India (MNN) – Rapaka and Chidipi are two sisters in India growing up in a safe home with good meals and access to good education. But it didn’t always used to be this way. In fact, before someone intervened, the two sisters were living apart.
Rapaka, the older sister, was one of the first girls to live in India Partners’ safe home for girls. But Chidipi was too young to live in the home. Instead, she lived in the red light district with her mother.
Donna Glass of India Partners shares her story: “[Chidipi] was witness to what was going on with her mother and would end up roaming the streets in search of food and became weak and lacked the proper nutrition that a young toddler needs. But her mother decided when she got old enough that [she would bring] her also to the home. And because the girls had moved into a new home that had more space, there was room to take her in.”
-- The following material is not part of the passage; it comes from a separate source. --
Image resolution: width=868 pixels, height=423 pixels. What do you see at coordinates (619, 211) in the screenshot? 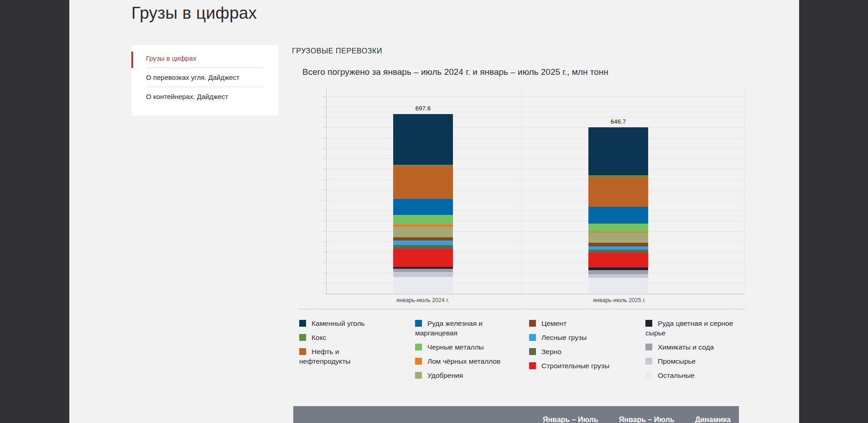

We’re rounding out National Human Trafficking Awareness Month by focusing on a way that you can impact a life in India who might otherwise continue to be abused by human trafficking. Days of Safety is a program that allows mothers to send their children to a safe place to grow up. Each day of safety means proper nutrition, viable education, and an environment to reclaim their self-worth and heal from the wounds of the past. In other words, Days of Safety mean hope for children who’ve come from a very dark place.
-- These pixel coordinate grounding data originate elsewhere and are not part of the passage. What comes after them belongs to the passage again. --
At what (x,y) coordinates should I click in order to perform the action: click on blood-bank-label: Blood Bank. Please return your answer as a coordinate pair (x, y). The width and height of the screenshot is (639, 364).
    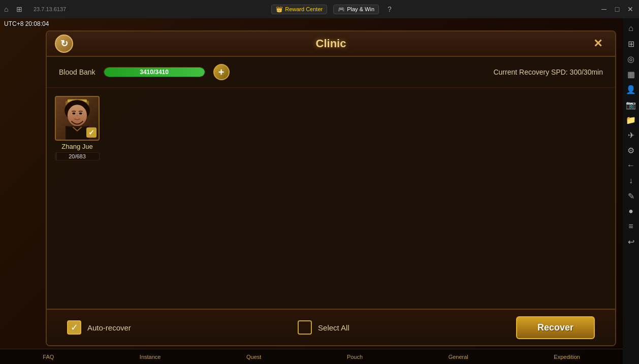
    Looking at the image, I should click on (77, 72). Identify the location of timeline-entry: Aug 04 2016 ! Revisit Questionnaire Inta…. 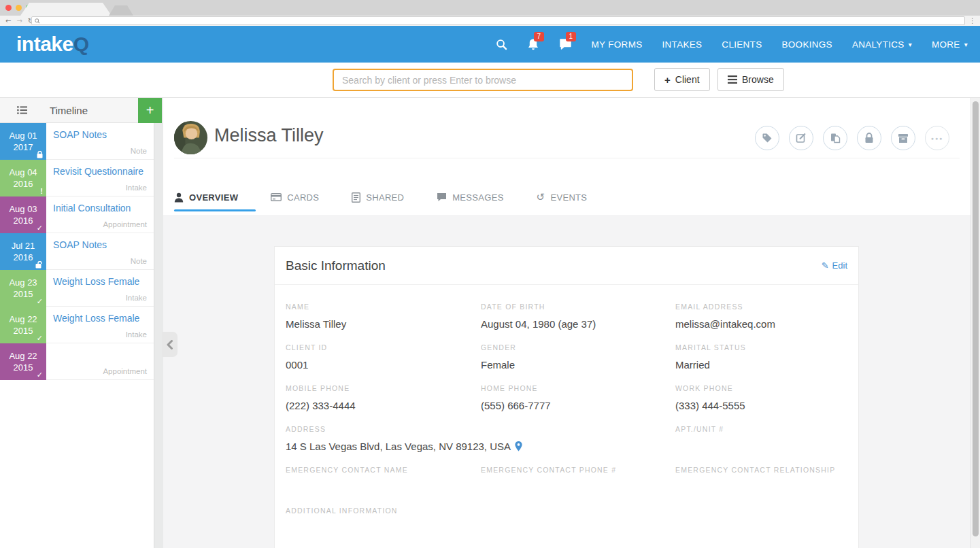
(77, 178).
This project fits right into India Partners’ vision: An India rich with hope, justice, and compassion.
“Our focus is a lot on the children, both girls and boys who end up wandering the streets of the red light districts,” Glass explains, although they also connect women who want out of the red light district with the people who can help them.
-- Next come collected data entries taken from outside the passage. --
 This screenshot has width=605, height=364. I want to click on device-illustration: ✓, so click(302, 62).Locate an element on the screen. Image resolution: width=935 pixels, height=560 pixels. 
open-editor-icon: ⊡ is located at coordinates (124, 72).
Often, even if the women don’t want to leave themselves, they want something better for their children. Days of Safety is an outstretched hand that gives them the choice to let their child grow up in a safe place.
“The child is able to go to school [while] getting good nutrition, getting medical care… and once a mother brings a child out of the red light district into one of the homes that we work with, then they stay there unless the mother decides that they need to have their child back with them for whatever reason.”
One of the biggest challenges to this, however, is if the child is a girl. The mother’s pimp might view a girl child as his property—as future revenue. And so, if the mother gives up her child, it could mean trouble for her.
“So the mothers may face retribution whether it’s a beating or other forms of retribution from their pimps if they get their daughters out of the red light district.”
Even once those hurdles are jumped, there are emotional challenges ahead for the children.
“Often times they are withdrawn. They might act out because they’ve never known a loving environment—not saying that their moms don’t love them, but they’ve witnessed so much. Many of them very well may have Post-traumatic stress syndrome. So it takes some work to continue to show them that they’re cared for.”
Glass says usually, the other children play a huge part in helping the new child open up and blossom and heal.
Today, Chidipi is well-settled into her new life.
“So now she is also getting the proper nutrition and she’s become very energetic because she’s flourishing. And she’s become talkative and bubbly, and she’s making friends really easily with the other girls. She’s one of the youngest girls in the home so everybody kind of is a big sister to her, but her real big sister is actually there. And so they are reunited.”
The girls go to the same school where they are getting a quality education. And in December, she even got to celebrate her first Christmas where she got to attend a special feast with the rest of the girls. She also received gifts and clothes.
“Those kinds of things will bring hope and change to a life,” Glass says. And that’s exactly what’s happening.
“They are just so bright and have this great future ahead of them. And because people have provided for Days of Safety, there was room for the younger sister to join her older sister.”
Thanks to participants in this program, no child has ever had to be turned away from this program as long as their mother wants them there. Your gift helps to keep this programming going forward. When you contribute to Days of Safety, you’re ensuring the safe upbringing for children in need.
So, as we end January, will you consider contributing to Days of Safety? You can do so, here.
“If a person is horrified by human trafficking and also the long-term effects of the children who get caught up in it, it sometimes can be so overwhelming… Well, a person can help [by] working with a program or working with an approach that is successful and to ensure that it continues to be successful and so that you know that you are making differences.”